◆ Assigned task ◆
Begin with the line containing "The width and height of the screenshot is (1890, 1063).", end with the last line of the records, and retype everything in between exactly, without the pictures.

◆ Supplied data ◆
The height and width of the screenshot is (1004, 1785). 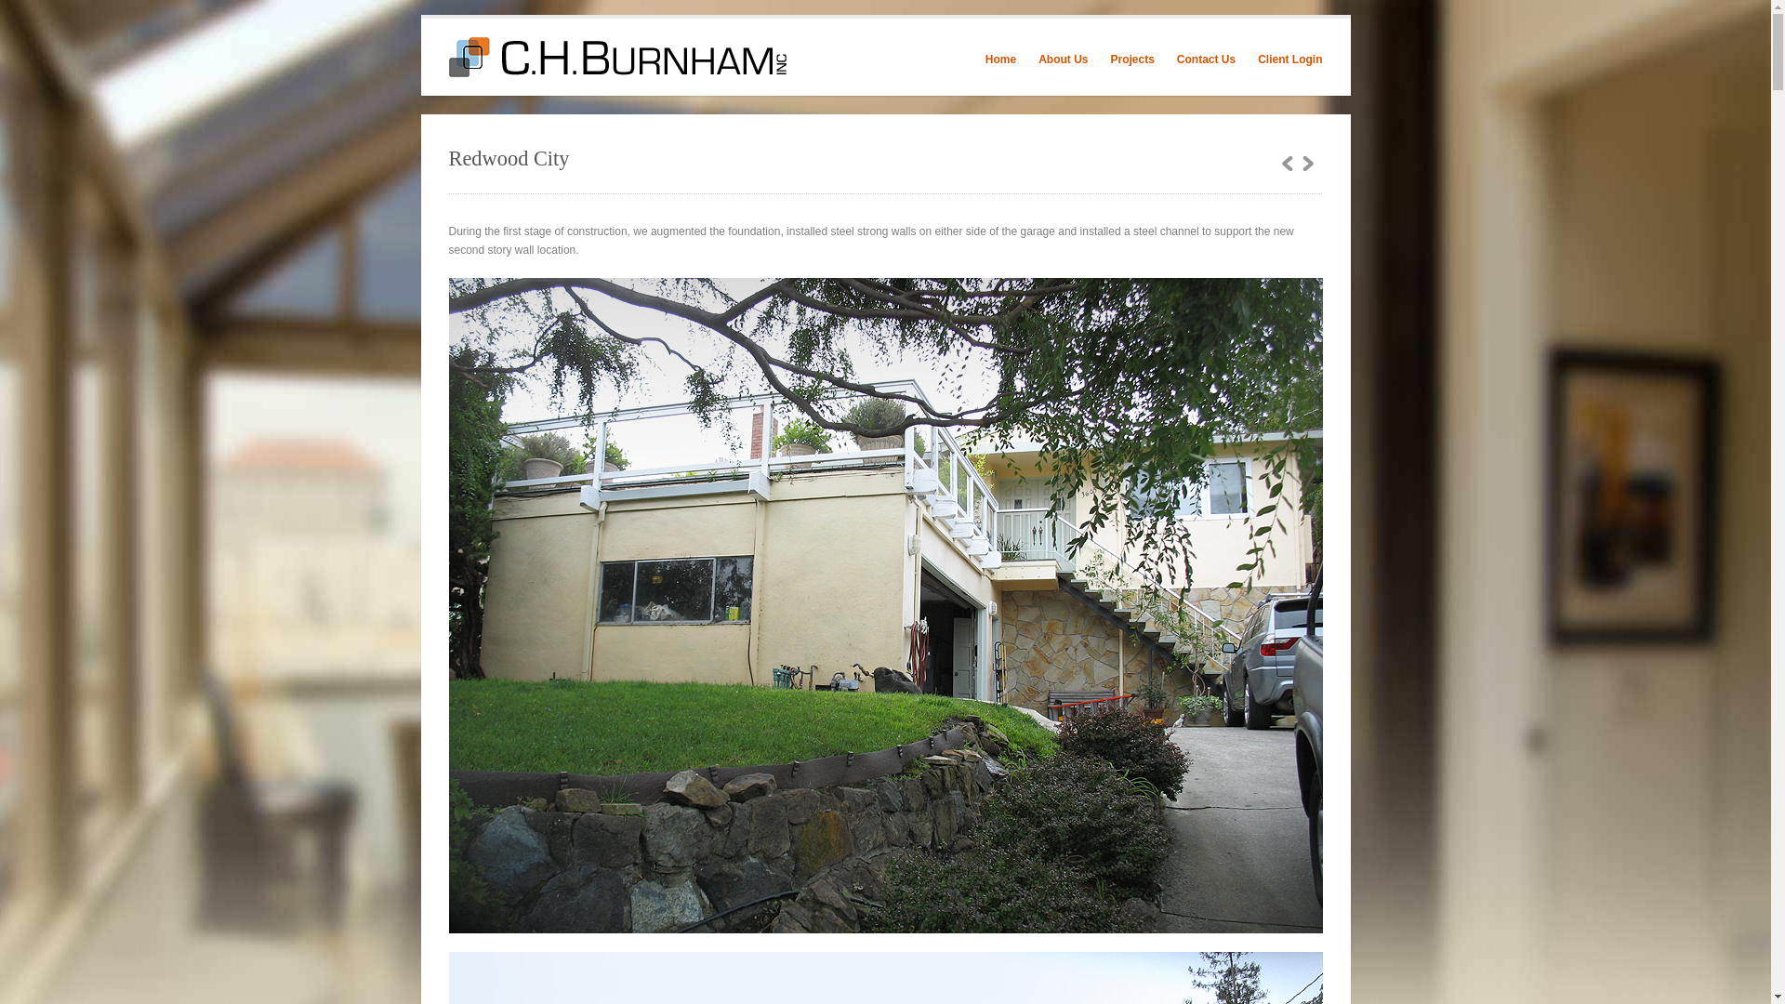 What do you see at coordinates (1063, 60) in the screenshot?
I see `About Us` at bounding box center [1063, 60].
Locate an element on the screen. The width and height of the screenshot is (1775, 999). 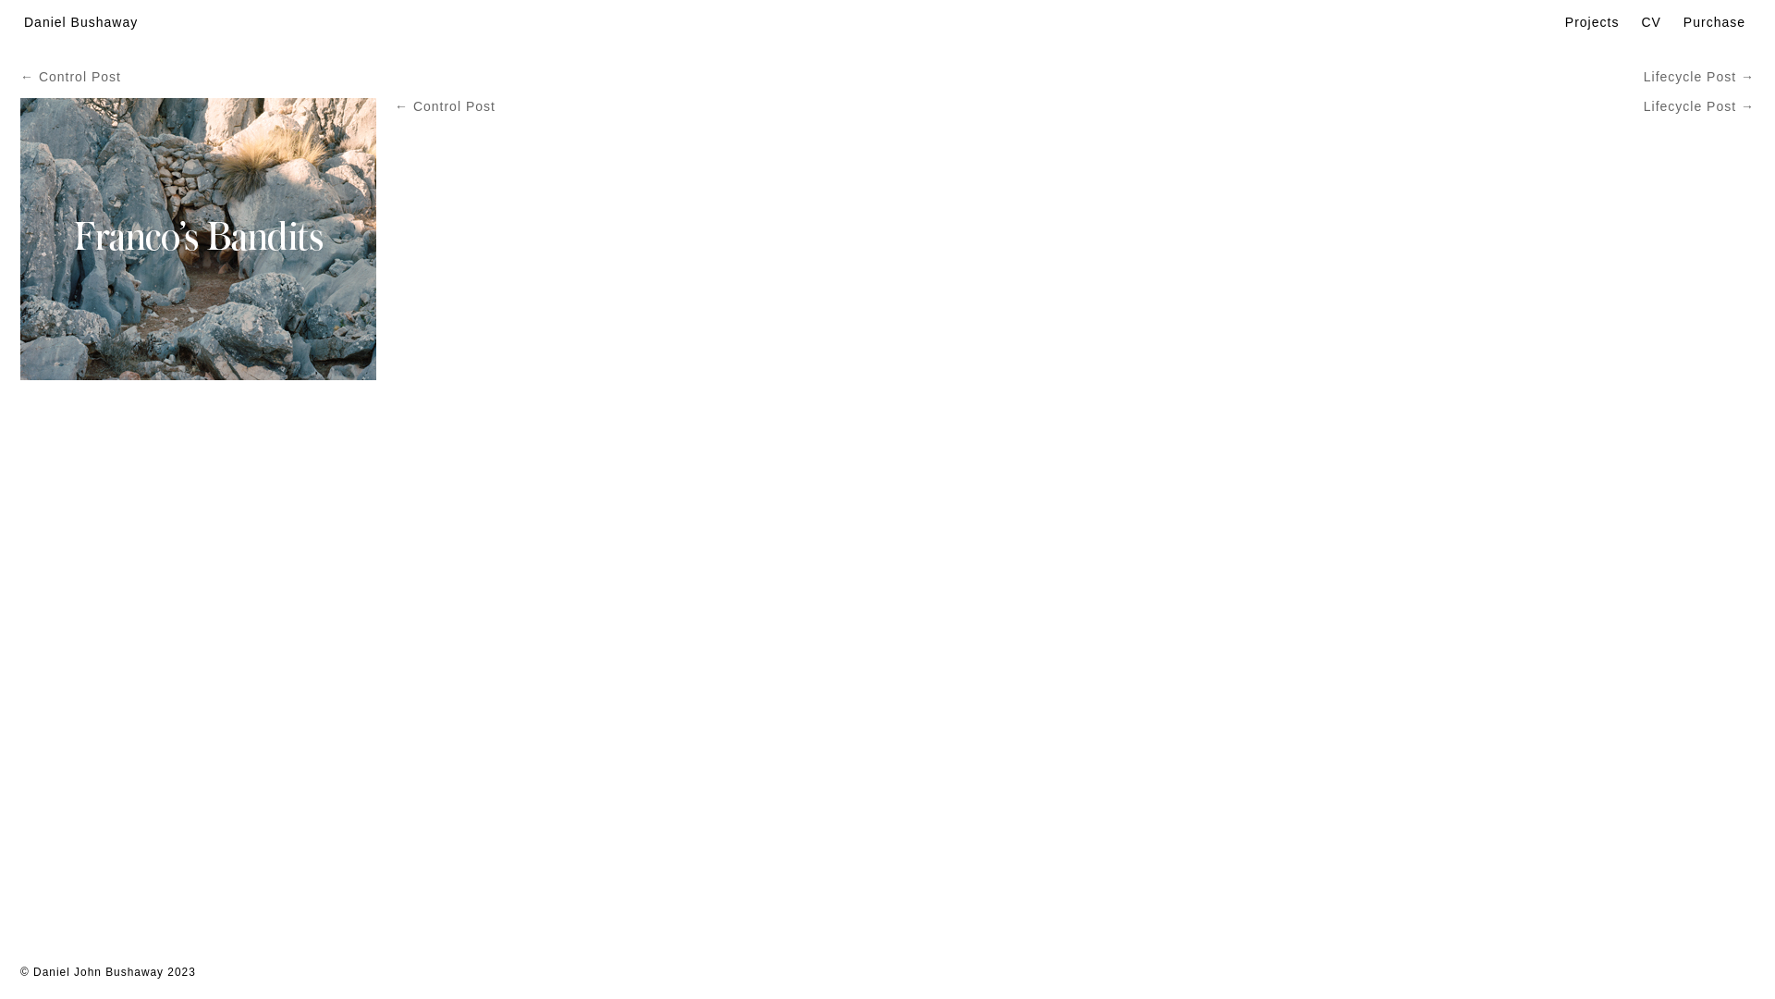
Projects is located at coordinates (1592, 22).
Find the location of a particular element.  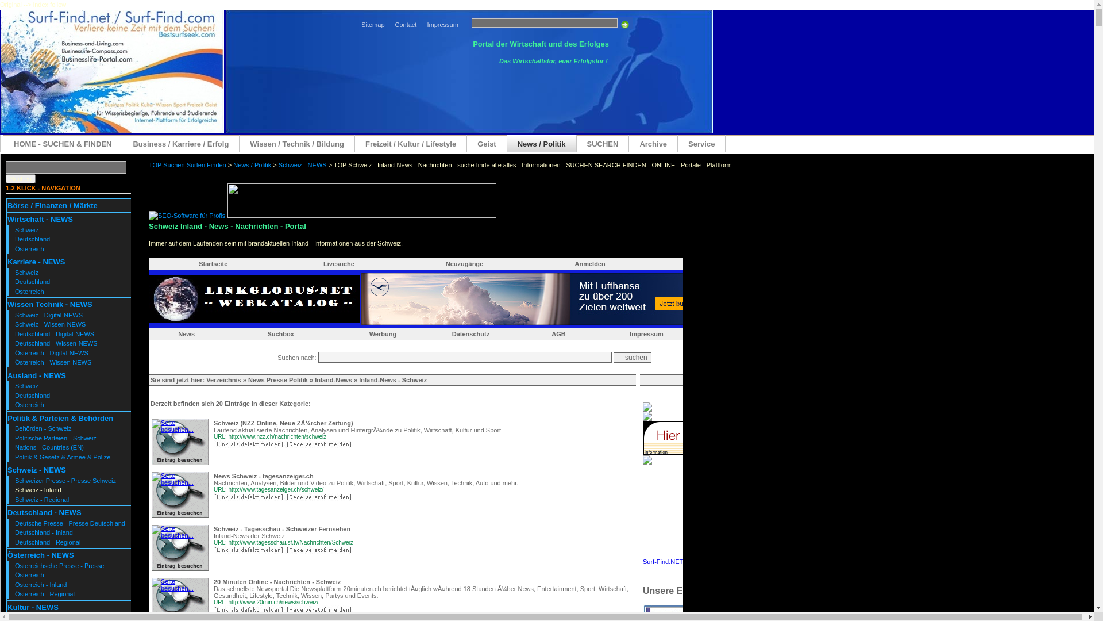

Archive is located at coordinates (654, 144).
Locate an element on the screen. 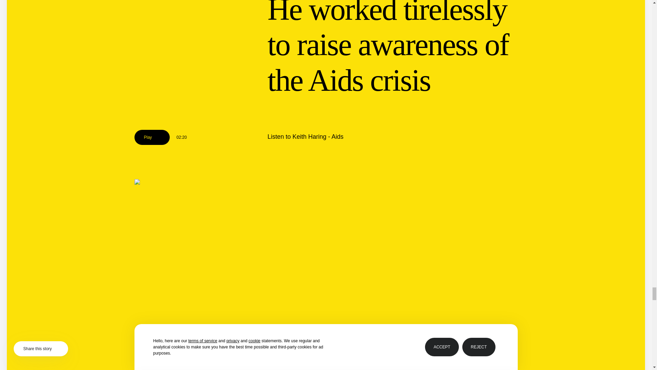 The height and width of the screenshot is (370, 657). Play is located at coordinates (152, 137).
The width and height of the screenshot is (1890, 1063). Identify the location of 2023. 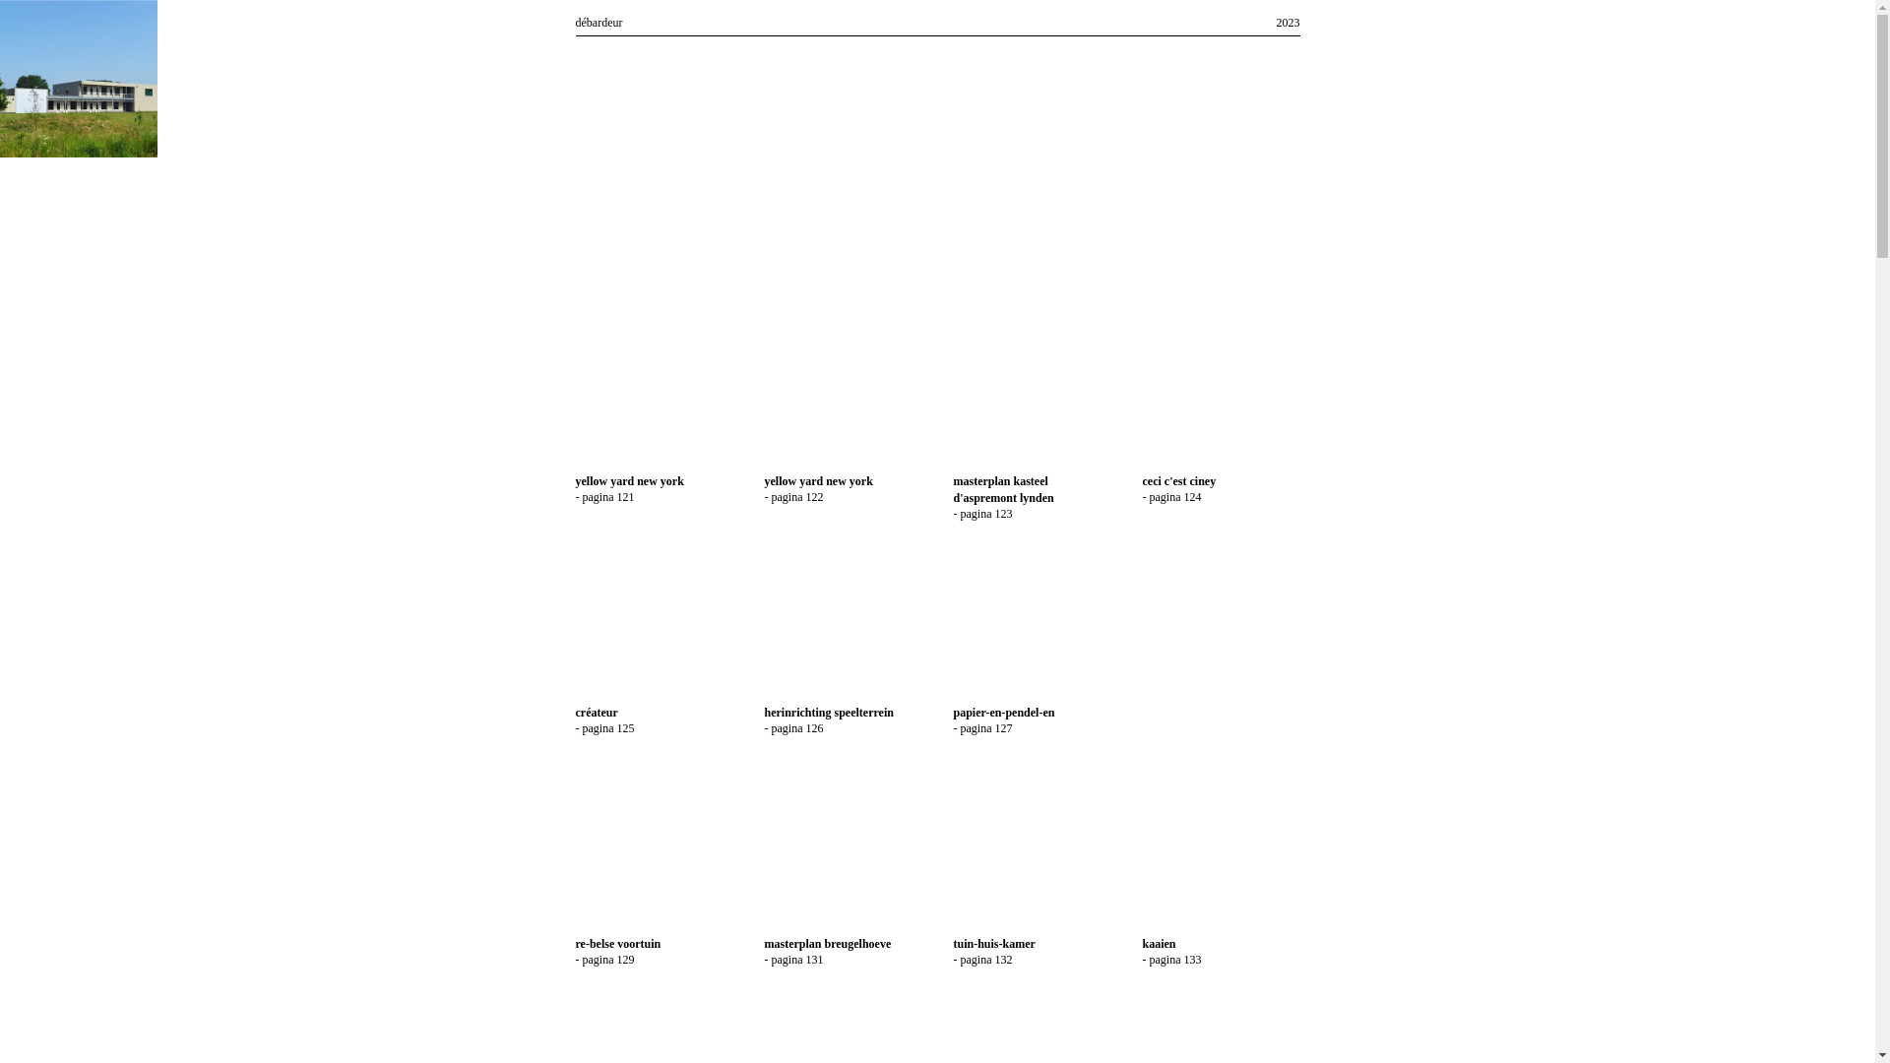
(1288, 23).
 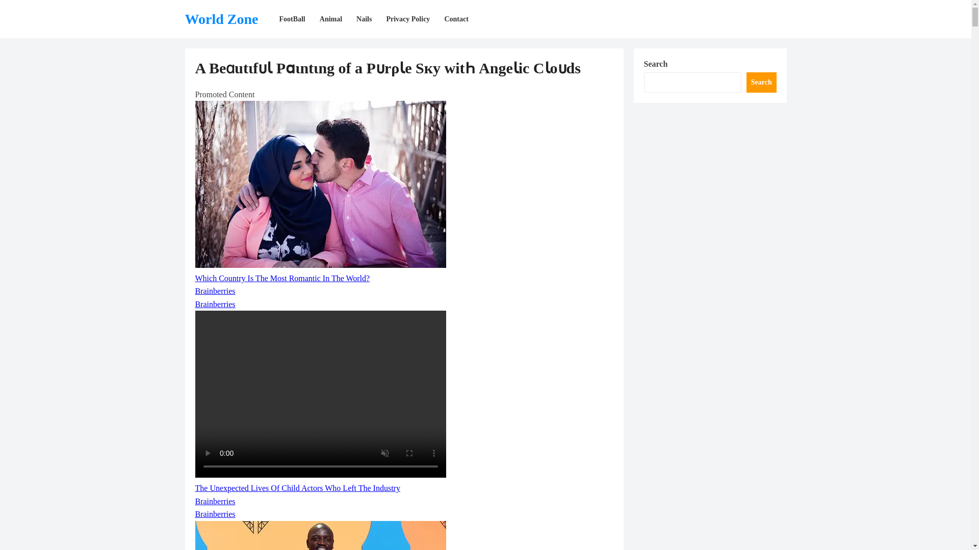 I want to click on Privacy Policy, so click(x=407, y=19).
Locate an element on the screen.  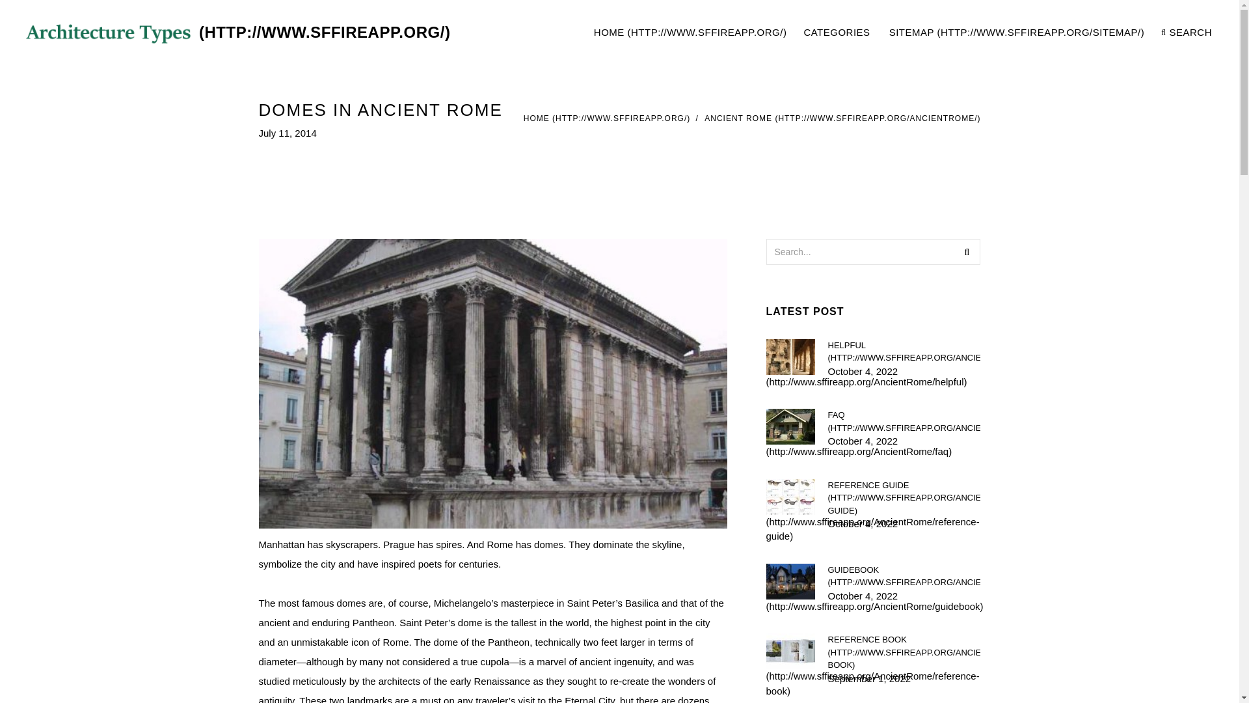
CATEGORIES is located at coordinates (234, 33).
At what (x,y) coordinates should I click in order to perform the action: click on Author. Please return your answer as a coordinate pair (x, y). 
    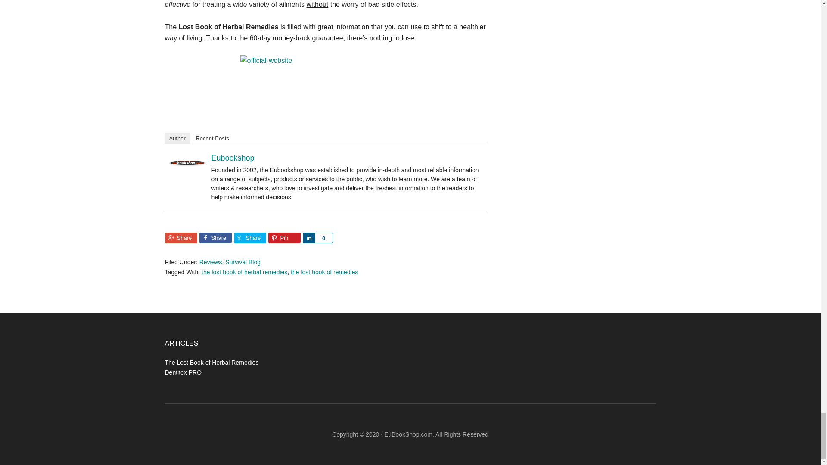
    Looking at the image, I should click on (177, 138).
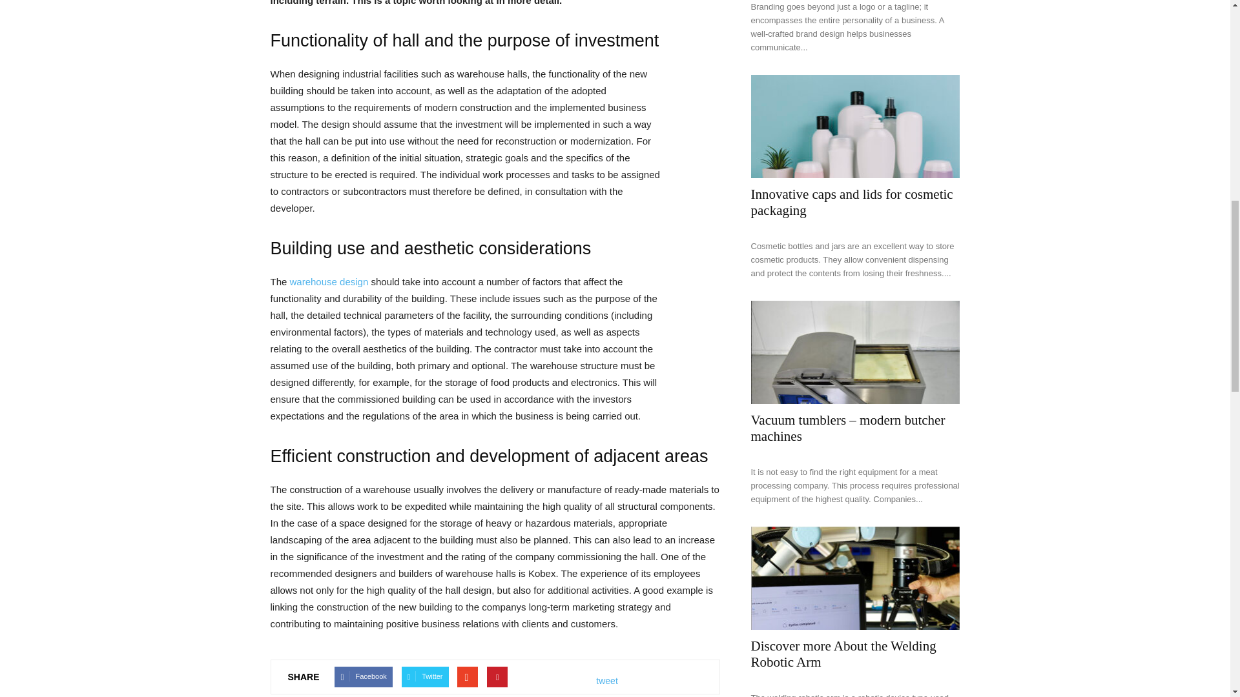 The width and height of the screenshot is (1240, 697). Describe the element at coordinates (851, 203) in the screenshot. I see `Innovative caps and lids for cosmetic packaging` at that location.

◆ Solved exercise ◆
The width and height of the screenshot is (1890, 1063). Identify the location of 2023. 
(1288, 23).
  I want to click on Privacy Policy, so click(x=407, y=19).
Locate an element on the screen.  
CATEGORIES is located at coordinates (234, 33).
At what (x,y) coordinates should I click in order to perform the action: click on Author. Please return your answer as a coordinate pair (x, y). 
    Looking at the image, I should click on (177, 138).
 The width and height of the screenshot is (1240, 697). Describe the element at coordinates (851, 203) in the screenshot. I see `Innovative caps and lids for cosmetic packaging` at that location.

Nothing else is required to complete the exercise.